I don't think it should be taken as given that there's a correlation between competency and the size of an organization that a team exists within, and I don't think such a correlation, when combined with large organizations' usage of MongoDB would challenge the assertion that there exists an anticorrelation between team competency and use of MongoDB.
Looking at the numbers, larger organizations straight-forwardly seem like they should be more likely to eventually hire mediocre talent, survive despite having done so, and more likely to have adopted any given tool.
I think you're looking at it wrong. It's not a popularity contest; I've seen billion dollar companies use fucking stupid tooling as well, but they still have the right processes where they don't lose data.
In non-tech centric large orgs, it seems you frequently do not have the talent required to be be both risk averse and productive at the same time, so "IT" becomes a risk averse and non-productive political structure from which springs an "alternative IT" rebellion group (if the initiative is lead from above) or many little cowboy teams (if the initiative is driven from below) and these will be "productive" at the expense of having no processes for avoiding stupid risks that, amongst other things, can lead to data loss.
The point? How do you draw a line from "Fortune 500s use Mongo" to "Mongo is used by competent teams"?
I specifically challenge that you can do so, given a model of a large organization as being necessarily more diverse (regressing to the mean of general competency, more likely to have facts like "org Y uses tech X" being true) and more robust to survive failures as it grows.
We don't have data, but we can still model (if nothing else, to think about what data we would need).
Looking at the numbers, larger organizations straight-forwardly seem like they should be more likely to eventually hire mediocre talent, survive despite having done so, and more likely to have adopted any given tool.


### Your assignment:
Line by line, set down the records below from the first line through the line containing "Image is 793x447 pixels.". Omit the pictures.

---------- Given information ----------

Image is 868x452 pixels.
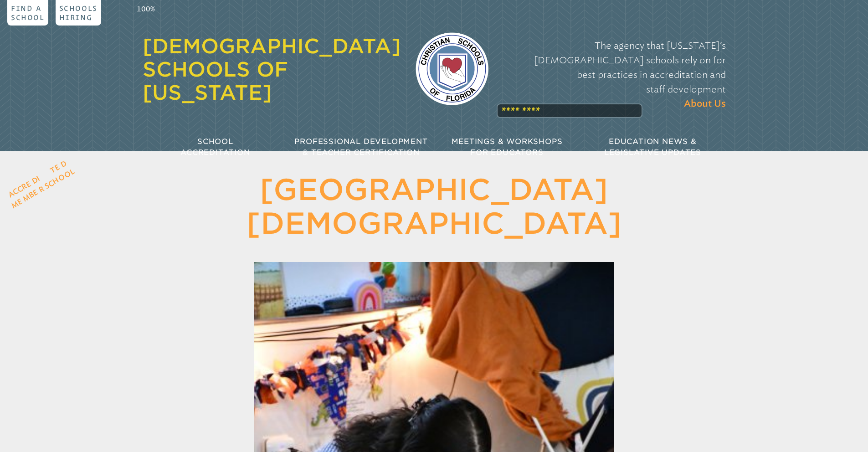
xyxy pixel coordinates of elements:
img: csf-logo-web-colors.png [415,32,488,105]
h1: [GEOGRAPHIC_DATA][DEMOGRAPHIC_DATA] [200,173,669,240]
a: [DEMOGRAPHIC_DATA] Schools of [US_STATE] [143,34,401,105]
span: School Accreditation [181,137,250,157]
p: Schools Hiring [59,4,97,22]
p: Find a school [11,4,45,22]
p: The agency that [US_STATE]’s [DEMOGRAPHIC_DATA] schools rely on for best practices in accreditati... [503,38,726,111]
span: Education News & Legislative Updates [605,137,701,157]
span: Meetings & Workshops for Educators [452,137,563,157]
p: 100% [135,4,157,15]
span: About Us [684,97,726,111]
span: Professional Development & Teacher Certification [294,137,428,157]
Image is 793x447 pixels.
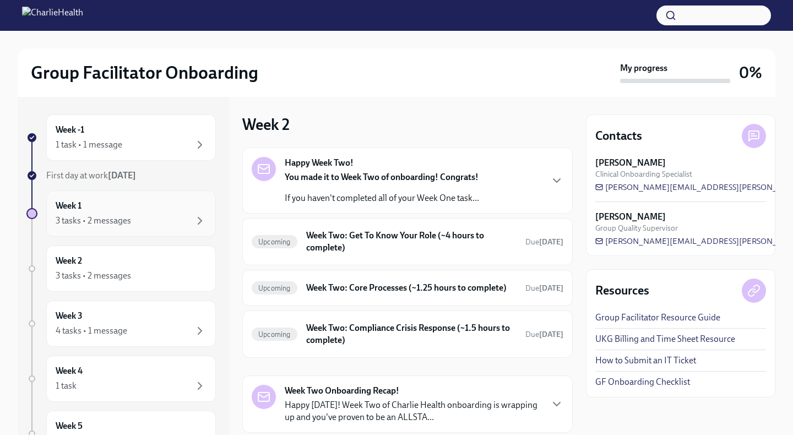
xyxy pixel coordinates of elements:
[306,282,517,294] h6: Week Two: Core Processes (~1.25 hours to complete)
[526,283,564,294] span: September 16th, 2025 10:00
[56,215,131,227] div: 3 tasks • 2 messages
[596,283,650,299] h4: Resources
[26,170,216,182] a: First day at work[DATE]
[596,128,642,144] h4: Contacts
[56,380,77,392] div: 1 task
[252,228,564,256] a: UpcomingWeek Two: Get To Know Your Role (~4 hours to complete)Due[DATE]
[252,238,298,246] span: Upcoming
[285,385,399,397] strong: Week Two Onboarding Recap!
[26,301,216,347] a: Week 34 tasks • 1 message
[539,237,564,247] strong: [DATE]
[56,124,84,136] h6: Week -1
[26,115,216,161] a: Week -11 task • 1 message
[56,270,131,282] div: 3 tasks • 2 messages
[56,139,122,151] div: 1 task • 1 message
[306,230,517,254] h6: Week Two: Get To Know Your Role (~4 hours to complete)
[526,284,564,293] span: Due
[108,170,136,181] strong: [DATE]
[596,211,666,223] strong: [PERSON_NAME]
[56,365,83,377] h6: Week 4
[596,312,721,324] a: Group Facilitator Resource Guide
[56,255,82,267] h6: Week 2
[22,7,83,24] img: CharlieHealth
[539,330,564,339] strong: [DATE]
[539,284,564,293] strong: [DATE]
[596,169,693,180] span: Clinical Onboarding Specialist
[526,329,564,340] span: September 16th, 2025 10:00
[56,325,127,337] div: 4 tasks • 1 message
[596,376,690,388] a: GF Onboarding Checklist
[596,333,736,345] a: UKG Billing and Time Sheet Resource
[46,170,136,181] span: First day at work
[252,279,564,297] a: UpcomingWeek Two: Core Processes (~1.25 hours to complete)Due[DATE]
[306,322,517,347] h6: Week Two: Compliance Crisis Response (~1.5 hours to complete)
[285,399,542,424] p: Happy [DATE]! Week Two of Charlie Health onboarding is wrapping up and you've proven to be an ALL...
[26,191,216,237] a: Week 13 tasks • 2 messages
[526,237,564,247] span: Due
[596,157,666,169] strong: [PERSON_NAME]
[242,115,290,134] h3: Week 2
[252,284,298,293] span: Upcoming
[56,420,83,432] h6: Week 5
[285,172,479,182] strong: You made it to Week Two of onboarding! Congrats!
[26,246,216,292] a: Week 23 tasks • 2 messages
[596,223,678,234] span: Group Quality Supervisor
[285,192,479,204] p: If you haven't completed all of your Week One task...
[526,237,564,247] span: September 16th, 2025 10:00
[56,200,82,212] h6: Week 1
[31,62,258,84] h2: Group Facilitator Onboarding
[252,320,564,349] a: UpcomingWeek Two: Compliance Crisis Response (~1.5 hours to complete)Due[DATE]
[56,310,83,322] h6: Week 3
[26,356,216,402] a: Week 41 task
[596,355,696,367] a: How to Submit an IT Ticket
[739,63,763,83] h3: 0%
[620,62,668,74] strong: My progress
[526,330,564,339] span: Due
[252,331,298,339] span: Upcoming
[285,157,354,169] strong: Happy Week Two!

----------

### Answer below:
Image is 868x452 pixels.
xyxy pixel coordinates of elements:
img: csf-logo-web-colors.png [415,32,488,105]
h1: [GEOGRAPHIC_DATA][DEMOGRAPHIC_DATA] [200,173,669,240]
a: [DEMOGRAPHIC_DATA] Schools of [US_STATE] [143,34,401,105]
span: School Accreditation [181,137,250,157]
p: Schools Hiring [59,4,97,22]
p: Find a school [11,4,45,22]
p: The agency that [US_STATE]’s [DEMOGRAPHIC_DATA] schools rely on for best practices in accreditati... [503,38,726,111]
span: Education News & Legislative Updates [605,137,701,157]
span: Meetings & Workshops for Educators [452,137,563,157]
p: 100% [135,4,157,15]
span: About Us [684,97,726,111]
span: Professional Development & Teacher Certification [294,137,428,157]
Image is 793x447 pixels.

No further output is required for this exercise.